1941—Tuskegee Airmen Take Flight
During World War II, the 99th Pursuit Squadron, aka the Tuskegee Airmen, is activated. The group is the first all-black unit of the Army Air Corp, and serves with distinction in Africa, Italy, Germany and other areas. In March 2007 the surviving airmen and the widows of those who had died received Congressional Gold Medals for their service.
March 18
1906—First Airplane Flight in Europe
Romanian designer Traian Vuia flies twelve meters outside Paris in a self-propelled airplane, taking off without the aid of tractors or cables, and thus becomes the first person to fly a self-propelled, heavier-than-air aircraft. Because his craft was not a glider, and did not need to be pulled, catapulted or otherwise assisted, it is considered by some historians to be the first true airplane.

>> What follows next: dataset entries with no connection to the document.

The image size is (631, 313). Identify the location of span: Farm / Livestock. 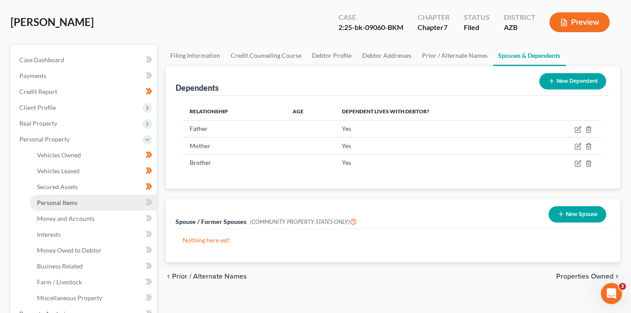
(59, 281).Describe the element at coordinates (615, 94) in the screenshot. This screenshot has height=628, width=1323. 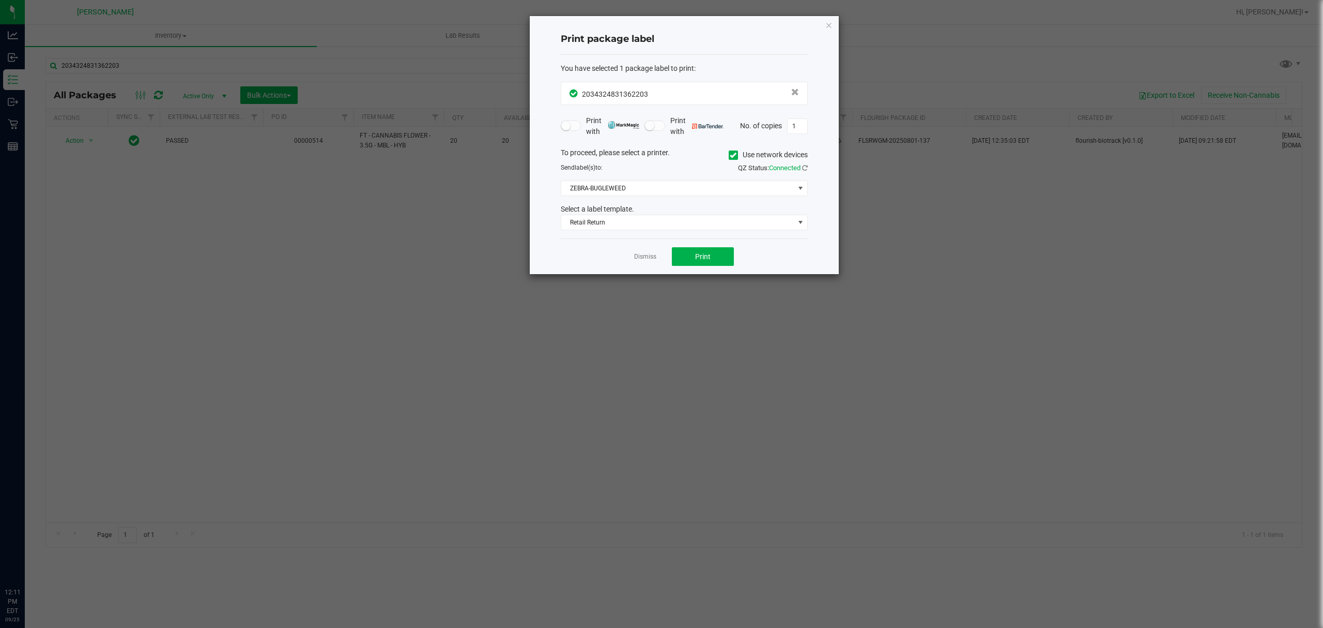
I see `span: 2034324831362203` at that location.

1965—Leonov Walks in Space
Soviet cosmonaut Aleksei Leonov leaves his spacecraft the Voskhod 2 for twelve minutes. At the end of that time Leonov's spacesuit had inflated in the vacuum of space to the point where he could not re-enter Voskhod's airlock. He opened a valve to allow some of the suit's pressure to bleed off, was barely able to get back inside the capsule, and in so doing became the first person to complete a spacewalk.
March 17
1966—Missing Nuke Found
Off the coast of Spain in the Mediterranean, the deep submergence vehicle Alvin locates a missing American hydrogen bomb. The 1.45-megaton nuke had been lost by the U.S. Air Force during a midair accident over Palomares, Spain. It was found resting in nearly three-thousand feet of water and was raised intact on 7 April.